The Skiff

She never listened to me, which was half the problem, but I knew that she was right about my family. My father had enlisted at 18, and like so many of his generation, had served his country and then never talked about it again. He swallowed his pain, buried his anger and in doing so became adrift from our family, battered about like a skiff in the ocean while we remained moored on land.

When I was born, my mother was working on her bachelor’s. She aspired to be a writer, and the plan included a bachelor’s, an MFA and then a fast-track path to tenure. Life would have consisted of little more than the world of ideas, broken only intermittently by the occasional staff meeting, and, of course, the mind-numbing banality of office hours.

But then I arrived, and everything changed. The world of ideas became replaced by the world of diapers, the world of mashed spinach. Yet even with her life becoming increasingly infantilized, she remained committed to her passion, publishing two stories in a local literary journal and a half dozen poems while I was still in Huggies.

Right before I entered pre-school, my father disappeared for more than a week – eventually being returned by the police without his jacket or shoes despite it being in the middle of particularly nasty winter. He slowly deteriorated after that, bristling at every loud noise and screaming at both my mother and I if he perceived our behavior as being even the slightest bit annoying.

My mother, god bless her, bravely tried to keep up the fight, taking on the entirety of the housework, childrearing and even picking up a part-time job while my father wasted away in a fog of booze, pills and psychic pain, watching an endless loop of 50’s sitcom programming, idealized worlds totally alien to our own. This went on for several years, tearing at all of us. My mother’s writing, which was once an animating source of light, inevitably slowed and sputtered to a stop, her pens and notebooks collecting nothing but a fine layer of dust.

The rows between my parents, which had once been few-and-far-between, became chronic and bitter, painfully escalating from verbal sparring to physical aggression. He would slap her, and she would slug him right back, and the sounds of their battles ricocheted through the house, forcing me to hide my head underneath a pillow until I could finally fall asleep.

One night in high school, I came home to find my mother crying. Her shirt was torn, and blood trickled freely from a evil-looking cut above her eye. Back then, I was probably twenty pounds lighter than I am now and cut out of stone. Upon seeing her, the next thing I remember is a red flash shooting across my eyes and my fat, mentally ill and broken-down excuse for a father flying into the living room wall, knocking a picture of a rare family vacation to the ground – where the glass shatters musically. I never saw him again after that night.

Now I sit in the mediator’s office and listen to my wife tell me that I’m just a product of my family, that I am my father’s son. She isn’t listening to a thing I have to say, and hot anger ripples through me, once again drawing my attention to how bloated I feel in my tightly-fitted dress shirt. I’m not 18 anymore.

The mediator calls us in, and I pull myself unsteadily to my feet. Having five beers the night before was bad idea, but what else is there to do when you’re a failed writer heading towards the termination of your third marriage? And as I walk into the mediator’s office, I recognize something. My wife’s words finally click. Although my father left when I was 18, he has always been with me. In fact, he’s with me now. Together we are in that skiff, being buffeted by the briny surf and watching in vain for any sign of the shore.

2 thoughts on “The Skiff

  1. You once made a list of the top ten worst crying scenes and put Harvey Keitel in Bad Lieutenant on that list. Harvey was fantastic in that film and many people do actually cry like that when they’re in agonizing mental pain that has built up over time. People in that mental state will almost want to have a cinematic breakdown. You can still tell the emotion and tears are real. So you’re wrong. Take him off the list.

    • Hi Frank. To be honest with you, I have no memory of writing that list. More than likely, I wrote that years ago, and it is even more likely that that list no longer reflects my present view of the top ten worst crying scenes in cinema. That said, I don’t respond to edicts from random Internet commentators. Thank you for your feedback, but Mr. Keitel – who is indeed fantastic in Bad Lieutenant – will more than likely be staying in his current position.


ACTION ITEM — Find the word "Customer" below. Copy each line that has it.

DATA —

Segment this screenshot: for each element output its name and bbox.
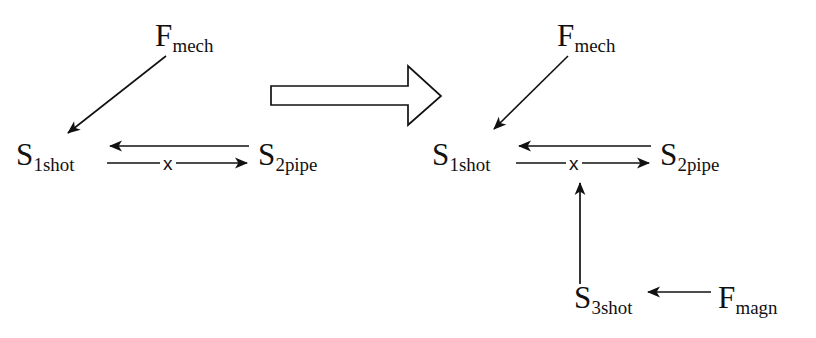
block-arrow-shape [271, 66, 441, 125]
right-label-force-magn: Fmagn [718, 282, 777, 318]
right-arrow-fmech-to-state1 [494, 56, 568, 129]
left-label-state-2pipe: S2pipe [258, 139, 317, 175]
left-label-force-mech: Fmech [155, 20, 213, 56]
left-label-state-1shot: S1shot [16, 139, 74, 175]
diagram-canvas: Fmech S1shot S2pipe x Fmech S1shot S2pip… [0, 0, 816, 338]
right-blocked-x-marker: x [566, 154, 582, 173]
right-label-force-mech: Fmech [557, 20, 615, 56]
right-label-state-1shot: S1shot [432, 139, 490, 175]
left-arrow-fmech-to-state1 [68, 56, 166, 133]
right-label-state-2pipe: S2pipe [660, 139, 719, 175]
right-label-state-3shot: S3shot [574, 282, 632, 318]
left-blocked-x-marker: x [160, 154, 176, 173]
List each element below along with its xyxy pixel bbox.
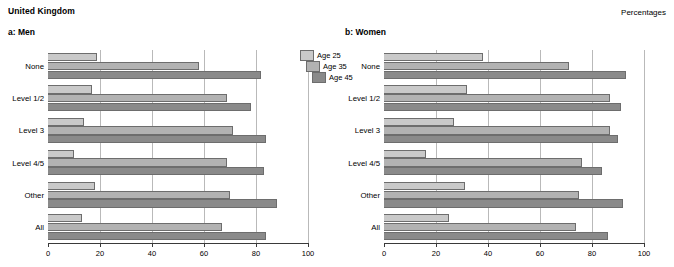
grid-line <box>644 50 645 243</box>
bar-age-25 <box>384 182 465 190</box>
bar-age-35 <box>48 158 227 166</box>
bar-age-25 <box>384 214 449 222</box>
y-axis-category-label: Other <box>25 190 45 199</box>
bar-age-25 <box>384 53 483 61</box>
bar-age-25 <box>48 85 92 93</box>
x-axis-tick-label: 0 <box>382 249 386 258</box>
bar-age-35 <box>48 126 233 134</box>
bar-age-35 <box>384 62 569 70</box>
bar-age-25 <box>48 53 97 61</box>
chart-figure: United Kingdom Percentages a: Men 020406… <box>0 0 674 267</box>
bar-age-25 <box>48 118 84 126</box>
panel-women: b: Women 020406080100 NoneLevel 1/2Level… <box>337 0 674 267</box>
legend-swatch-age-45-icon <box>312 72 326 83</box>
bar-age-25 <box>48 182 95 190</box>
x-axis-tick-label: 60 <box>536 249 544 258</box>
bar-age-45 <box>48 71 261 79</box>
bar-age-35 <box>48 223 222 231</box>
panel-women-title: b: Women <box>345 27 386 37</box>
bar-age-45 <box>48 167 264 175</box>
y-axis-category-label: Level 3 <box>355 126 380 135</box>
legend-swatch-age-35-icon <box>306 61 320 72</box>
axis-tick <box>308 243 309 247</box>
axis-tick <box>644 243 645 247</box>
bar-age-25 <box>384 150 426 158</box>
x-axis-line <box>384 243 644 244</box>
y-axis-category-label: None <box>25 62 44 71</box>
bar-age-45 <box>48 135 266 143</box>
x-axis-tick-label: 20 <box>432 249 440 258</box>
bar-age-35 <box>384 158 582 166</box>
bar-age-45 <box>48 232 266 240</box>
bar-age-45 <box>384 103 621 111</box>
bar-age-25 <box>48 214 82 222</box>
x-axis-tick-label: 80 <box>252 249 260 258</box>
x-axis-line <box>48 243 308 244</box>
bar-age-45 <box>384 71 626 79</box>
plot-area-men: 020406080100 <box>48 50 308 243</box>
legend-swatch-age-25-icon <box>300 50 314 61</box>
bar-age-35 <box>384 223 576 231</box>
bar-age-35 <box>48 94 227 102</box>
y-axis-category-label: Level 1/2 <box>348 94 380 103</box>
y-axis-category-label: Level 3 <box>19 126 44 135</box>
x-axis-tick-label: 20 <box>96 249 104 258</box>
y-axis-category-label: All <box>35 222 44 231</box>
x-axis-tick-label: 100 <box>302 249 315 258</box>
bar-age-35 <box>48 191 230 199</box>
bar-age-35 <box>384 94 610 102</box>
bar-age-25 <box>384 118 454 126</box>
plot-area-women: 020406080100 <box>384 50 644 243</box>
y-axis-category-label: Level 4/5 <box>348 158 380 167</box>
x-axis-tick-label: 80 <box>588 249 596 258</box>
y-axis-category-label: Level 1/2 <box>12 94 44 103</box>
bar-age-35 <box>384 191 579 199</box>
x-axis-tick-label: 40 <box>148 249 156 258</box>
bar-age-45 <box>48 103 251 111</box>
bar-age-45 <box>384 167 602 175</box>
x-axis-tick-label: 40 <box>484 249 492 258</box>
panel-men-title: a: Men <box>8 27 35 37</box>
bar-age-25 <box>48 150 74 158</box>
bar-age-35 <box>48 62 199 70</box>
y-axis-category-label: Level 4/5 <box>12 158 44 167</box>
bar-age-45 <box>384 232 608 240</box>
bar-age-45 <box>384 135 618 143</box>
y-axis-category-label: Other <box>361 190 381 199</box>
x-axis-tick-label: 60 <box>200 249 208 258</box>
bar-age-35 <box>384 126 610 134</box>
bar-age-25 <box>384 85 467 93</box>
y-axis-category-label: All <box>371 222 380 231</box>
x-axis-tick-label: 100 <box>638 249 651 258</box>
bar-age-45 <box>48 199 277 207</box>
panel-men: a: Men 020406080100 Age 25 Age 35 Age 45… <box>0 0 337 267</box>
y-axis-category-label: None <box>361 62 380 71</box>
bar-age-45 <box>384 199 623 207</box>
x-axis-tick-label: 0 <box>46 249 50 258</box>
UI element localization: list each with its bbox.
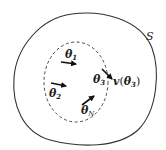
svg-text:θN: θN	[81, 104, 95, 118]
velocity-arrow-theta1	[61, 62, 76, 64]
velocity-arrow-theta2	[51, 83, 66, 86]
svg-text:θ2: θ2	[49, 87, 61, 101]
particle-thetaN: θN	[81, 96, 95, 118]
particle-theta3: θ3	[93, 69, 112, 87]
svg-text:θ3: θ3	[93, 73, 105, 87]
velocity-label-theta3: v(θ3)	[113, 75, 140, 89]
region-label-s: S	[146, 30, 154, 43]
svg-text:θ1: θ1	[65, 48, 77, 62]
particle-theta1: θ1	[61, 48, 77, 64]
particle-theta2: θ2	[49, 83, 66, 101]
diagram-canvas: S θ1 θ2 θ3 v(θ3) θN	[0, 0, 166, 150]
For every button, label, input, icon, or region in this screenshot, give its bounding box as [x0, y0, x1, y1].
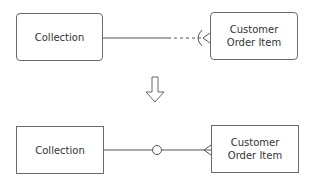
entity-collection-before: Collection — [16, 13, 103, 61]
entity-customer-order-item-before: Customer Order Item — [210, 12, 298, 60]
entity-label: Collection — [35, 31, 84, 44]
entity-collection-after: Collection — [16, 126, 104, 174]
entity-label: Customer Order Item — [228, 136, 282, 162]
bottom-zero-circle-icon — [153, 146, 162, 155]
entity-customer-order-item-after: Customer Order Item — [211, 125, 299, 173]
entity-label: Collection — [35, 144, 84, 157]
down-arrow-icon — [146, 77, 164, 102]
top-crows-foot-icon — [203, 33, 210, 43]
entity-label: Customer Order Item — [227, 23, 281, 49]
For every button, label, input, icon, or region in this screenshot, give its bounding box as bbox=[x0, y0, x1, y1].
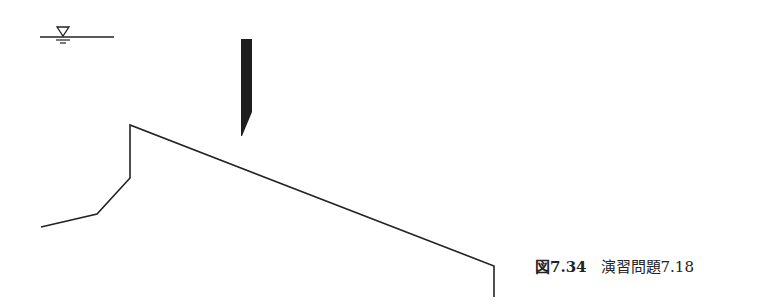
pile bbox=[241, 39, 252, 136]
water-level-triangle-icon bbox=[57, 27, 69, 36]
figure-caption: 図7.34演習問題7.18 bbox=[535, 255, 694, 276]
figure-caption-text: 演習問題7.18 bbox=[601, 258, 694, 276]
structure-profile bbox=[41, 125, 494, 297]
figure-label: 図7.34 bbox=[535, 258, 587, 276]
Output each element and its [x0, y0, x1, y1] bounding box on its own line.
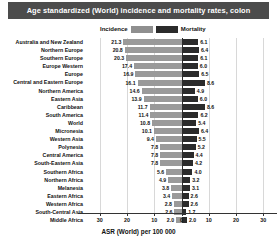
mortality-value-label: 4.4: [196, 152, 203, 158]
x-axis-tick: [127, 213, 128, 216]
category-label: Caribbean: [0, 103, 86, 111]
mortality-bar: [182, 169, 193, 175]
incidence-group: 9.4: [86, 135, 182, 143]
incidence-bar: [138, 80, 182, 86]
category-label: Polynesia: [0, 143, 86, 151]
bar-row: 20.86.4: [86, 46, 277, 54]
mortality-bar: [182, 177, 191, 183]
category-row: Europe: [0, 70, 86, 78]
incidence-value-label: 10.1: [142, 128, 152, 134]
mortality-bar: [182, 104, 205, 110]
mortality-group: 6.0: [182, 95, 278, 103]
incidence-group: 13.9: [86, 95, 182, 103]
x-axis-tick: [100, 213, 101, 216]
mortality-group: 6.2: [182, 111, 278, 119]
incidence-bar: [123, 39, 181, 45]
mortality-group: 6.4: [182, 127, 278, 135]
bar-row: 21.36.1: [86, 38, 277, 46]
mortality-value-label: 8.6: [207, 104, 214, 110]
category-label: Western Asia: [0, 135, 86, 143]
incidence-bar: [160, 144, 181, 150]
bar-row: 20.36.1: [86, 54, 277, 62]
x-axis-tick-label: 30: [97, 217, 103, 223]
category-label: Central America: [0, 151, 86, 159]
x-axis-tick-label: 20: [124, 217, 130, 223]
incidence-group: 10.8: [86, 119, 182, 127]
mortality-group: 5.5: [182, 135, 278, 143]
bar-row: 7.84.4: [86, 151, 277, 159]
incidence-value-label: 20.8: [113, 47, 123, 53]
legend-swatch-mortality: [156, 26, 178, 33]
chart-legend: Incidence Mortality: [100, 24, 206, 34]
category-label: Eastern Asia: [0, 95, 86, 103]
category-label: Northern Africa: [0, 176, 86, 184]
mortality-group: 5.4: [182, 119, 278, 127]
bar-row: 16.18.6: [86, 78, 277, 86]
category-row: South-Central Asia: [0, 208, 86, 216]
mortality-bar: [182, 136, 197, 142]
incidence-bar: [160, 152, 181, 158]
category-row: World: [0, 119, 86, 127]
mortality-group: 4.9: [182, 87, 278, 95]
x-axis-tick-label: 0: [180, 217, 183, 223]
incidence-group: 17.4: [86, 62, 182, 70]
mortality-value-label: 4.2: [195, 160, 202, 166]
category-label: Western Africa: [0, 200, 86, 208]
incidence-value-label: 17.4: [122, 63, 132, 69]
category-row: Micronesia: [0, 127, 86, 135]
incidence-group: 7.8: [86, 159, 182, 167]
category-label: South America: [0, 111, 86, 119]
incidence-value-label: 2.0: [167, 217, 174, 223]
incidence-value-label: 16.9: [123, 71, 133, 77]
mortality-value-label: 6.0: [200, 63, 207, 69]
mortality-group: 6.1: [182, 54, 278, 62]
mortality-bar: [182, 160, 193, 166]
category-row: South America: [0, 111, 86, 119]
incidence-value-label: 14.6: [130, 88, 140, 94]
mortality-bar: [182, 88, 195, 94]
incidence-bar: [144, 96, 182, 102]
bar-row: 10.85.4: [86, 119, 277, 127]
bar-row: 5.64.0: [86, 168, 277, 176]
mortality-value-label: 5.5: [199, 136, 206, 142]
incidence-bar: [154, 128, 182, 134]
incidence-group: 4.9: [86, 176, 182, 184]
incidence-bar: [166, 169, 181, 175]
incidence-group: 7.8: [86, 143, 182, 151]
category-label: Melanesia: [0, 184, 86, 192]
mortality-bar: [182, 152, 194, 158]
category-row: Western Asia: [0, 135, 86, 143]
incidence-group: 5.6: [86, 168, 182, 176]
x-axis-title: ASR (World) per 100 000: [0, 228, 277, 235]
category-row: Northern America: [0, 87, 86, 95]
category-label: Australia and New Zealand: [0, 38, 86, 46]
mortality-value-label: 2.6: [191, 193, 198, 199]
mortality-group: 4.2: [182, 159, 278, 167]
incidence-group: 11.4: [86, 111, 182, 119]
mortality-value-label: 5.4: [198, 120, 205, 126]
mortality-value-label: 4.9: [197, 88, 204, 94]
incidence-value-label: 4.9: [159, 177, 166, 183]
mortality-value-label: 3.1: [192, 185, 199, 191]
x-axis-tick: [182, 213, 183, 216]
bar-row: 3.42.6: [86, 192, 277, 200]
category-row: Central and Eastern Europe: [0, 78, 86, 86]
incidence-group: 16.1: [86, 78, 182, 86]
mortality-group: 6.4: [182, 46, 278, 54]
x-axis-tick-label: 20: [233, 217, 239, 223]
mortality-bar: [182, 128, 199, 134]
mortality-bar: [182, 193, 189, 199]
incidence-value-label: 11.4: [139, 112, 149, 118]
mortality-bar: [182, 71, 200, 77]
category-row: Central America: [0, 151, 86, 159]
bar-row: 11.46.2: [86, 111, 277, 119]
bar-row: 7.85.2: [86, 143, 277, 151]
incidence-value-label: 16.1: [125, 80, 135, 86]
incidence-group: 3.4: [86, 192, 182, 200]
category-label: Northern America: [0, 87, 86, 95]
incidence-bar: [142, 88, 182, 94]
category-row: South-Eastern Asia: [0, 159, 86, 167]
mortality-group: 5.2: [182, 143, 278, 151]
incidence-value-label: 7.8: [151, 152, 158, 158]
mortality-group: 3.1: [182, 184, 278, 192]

RESPONSE TO THE EXERCISE —
entity-customer-order-item-before: Customer Order Item — [210, 12, 298, 60]
entity-label: Customer Order Item — [228, 136, 282, 162]
entity-customer-order-item-after: Customer Order Item — [211, 125, 299, 173]
entity-label: Customer Order Item — [227, 23, 281, 49]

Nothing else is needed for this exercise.